*Information supplied:*
- - - - -
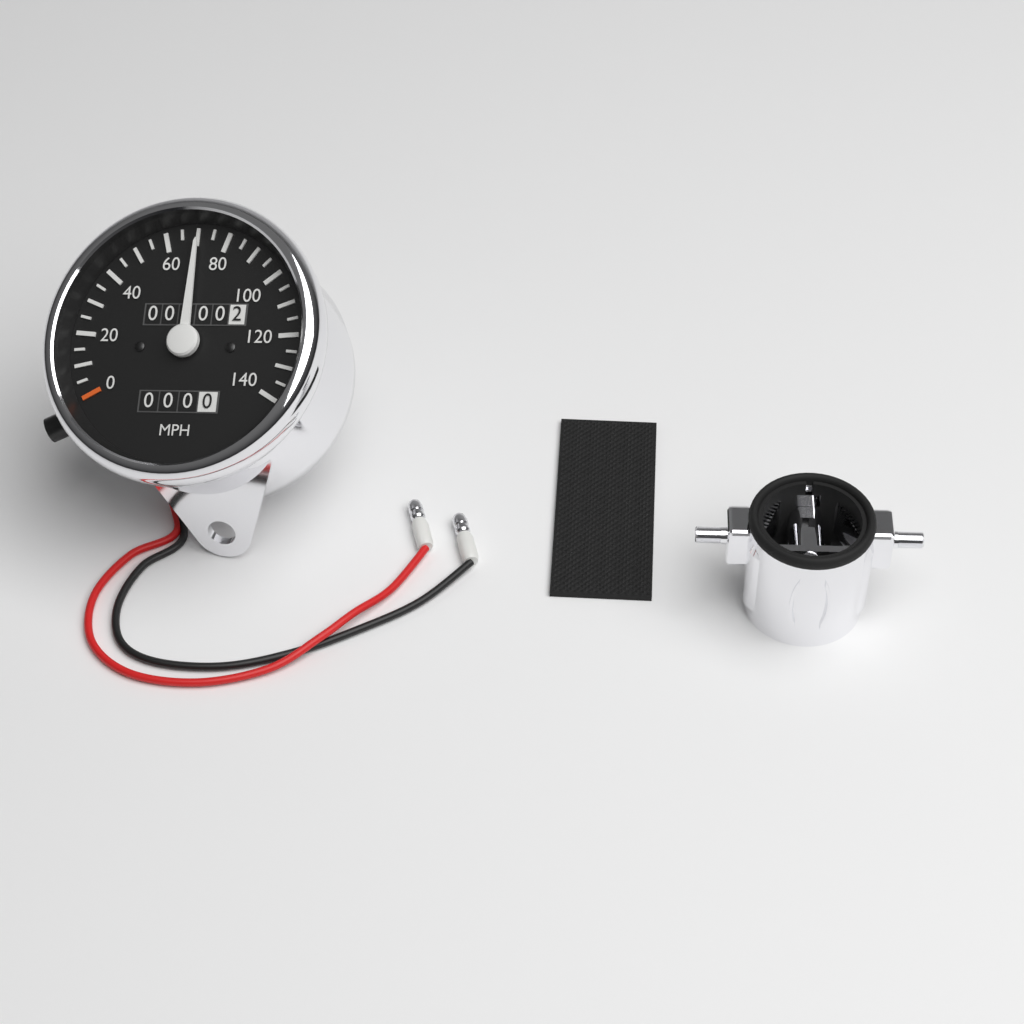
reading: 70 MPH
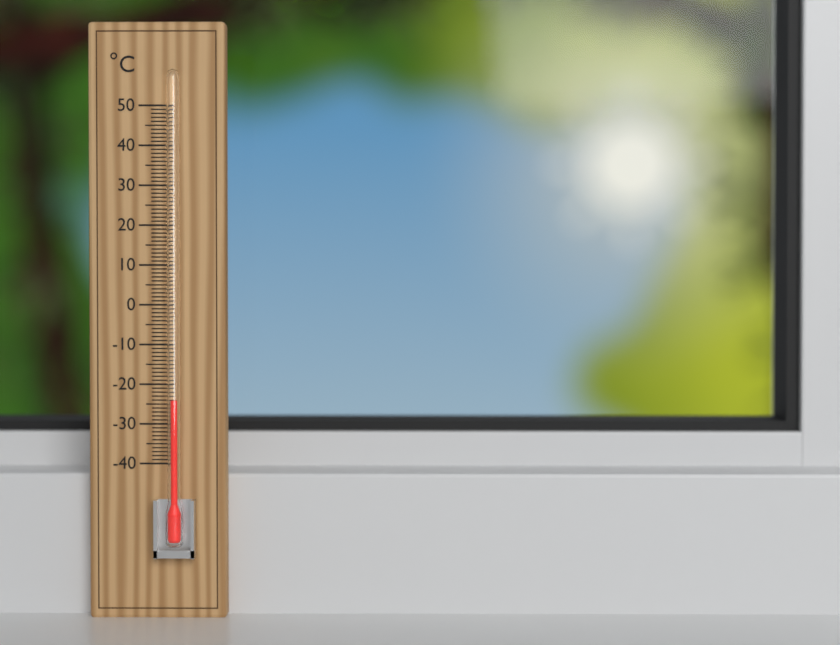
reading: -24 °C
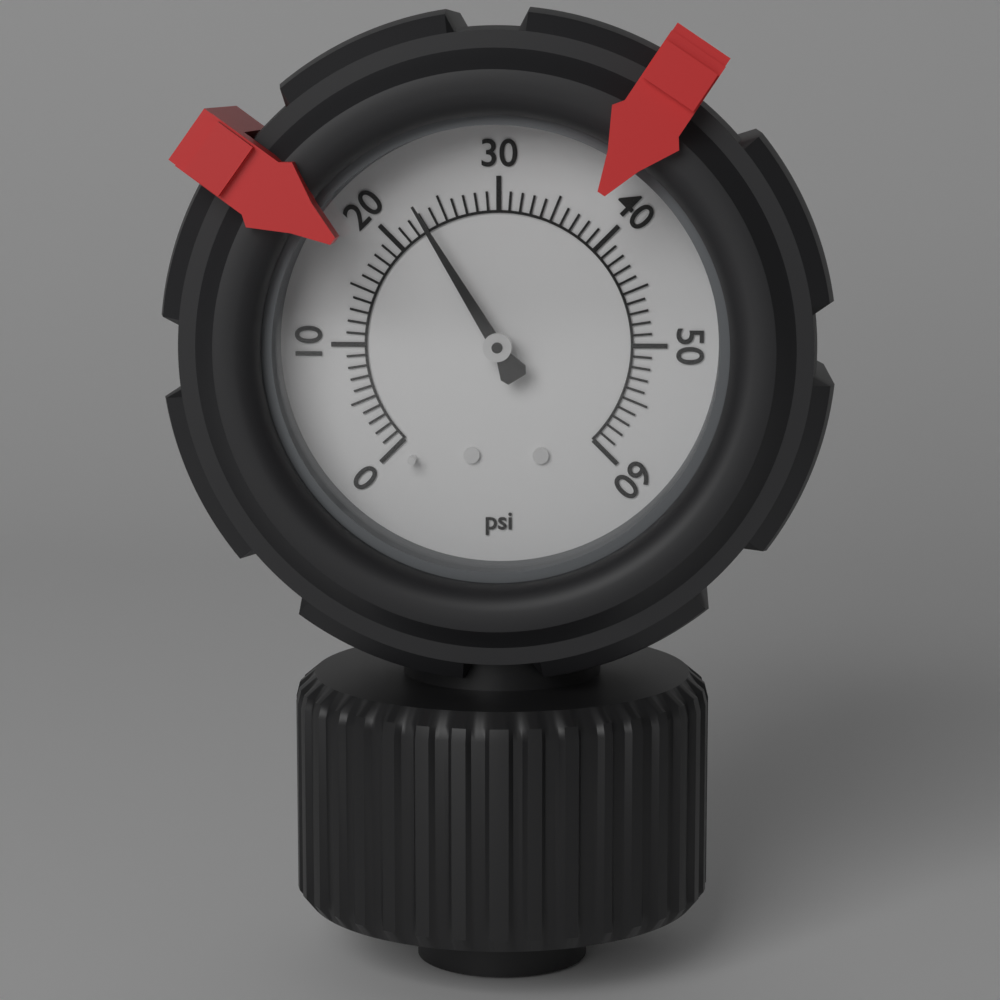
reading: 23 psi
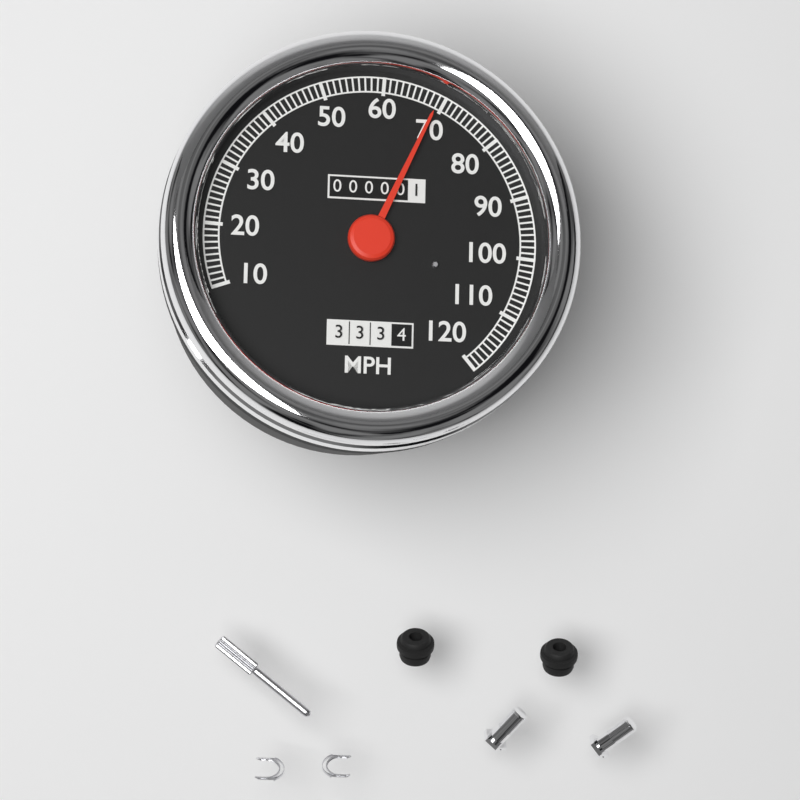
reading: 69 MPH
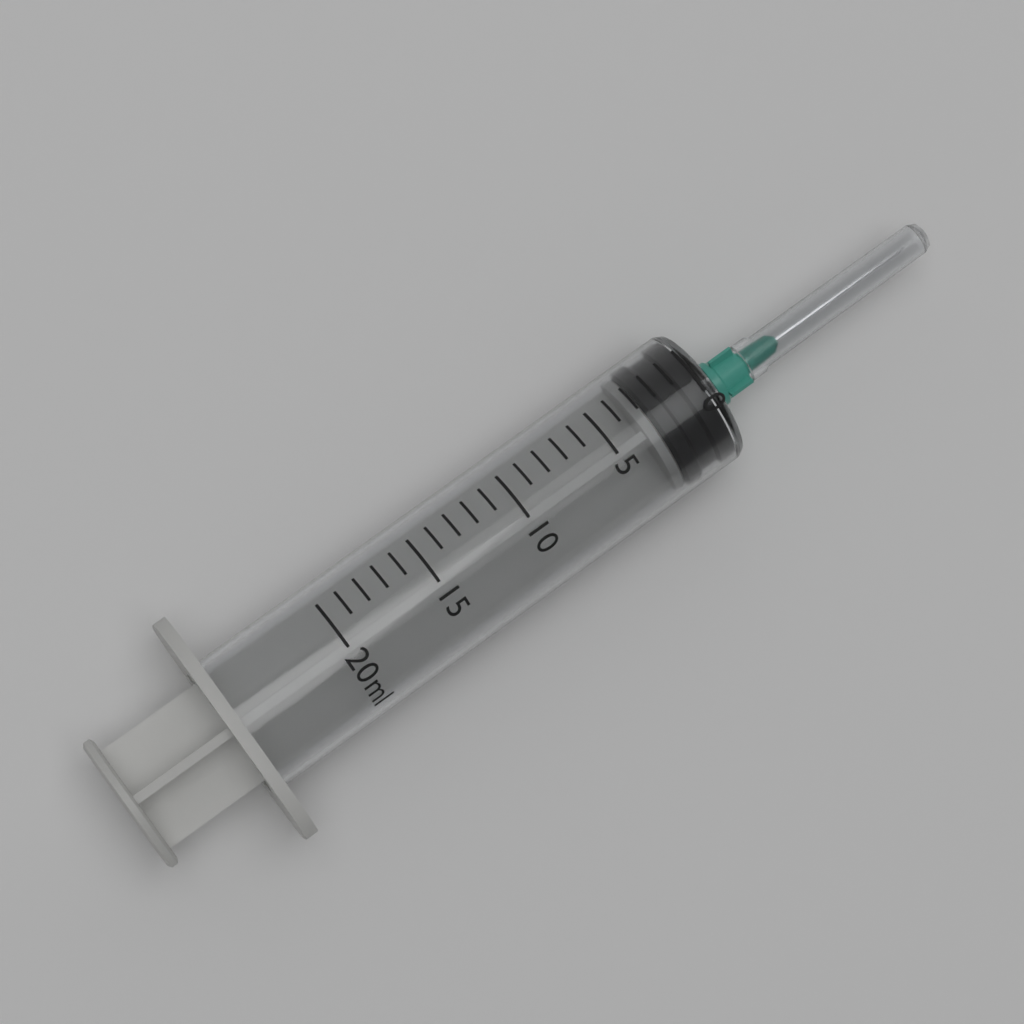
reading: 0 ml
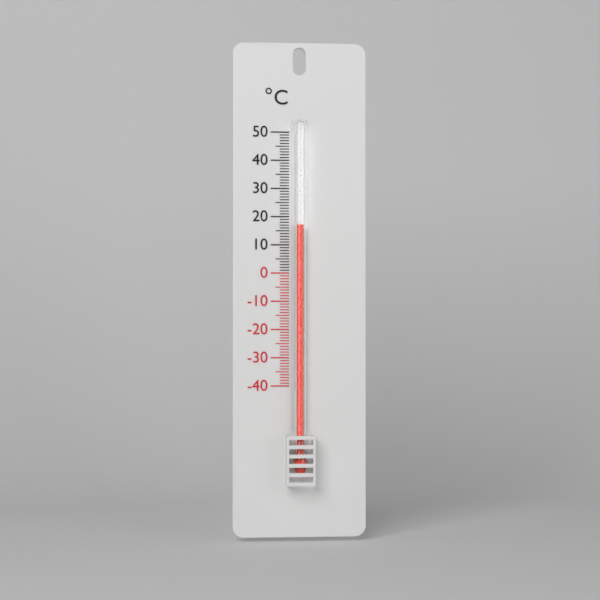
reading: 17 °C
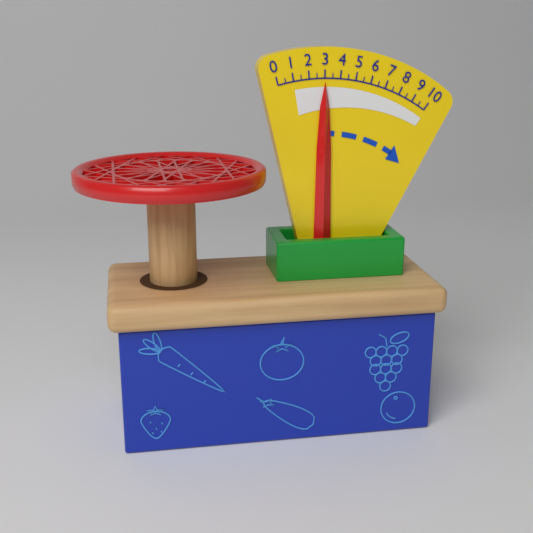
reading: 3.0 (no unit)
- - - - -
*Assignment:* When you reproduce the data shown above, keep each line exact and omit every picture.

*Exercise output:*
reading: 70 MPH
reading: -24 °C
reading: 23 psi
reading: 69 MPH
reading: 0 ml
reading: 17 °C
reading: 3.0 (no unit)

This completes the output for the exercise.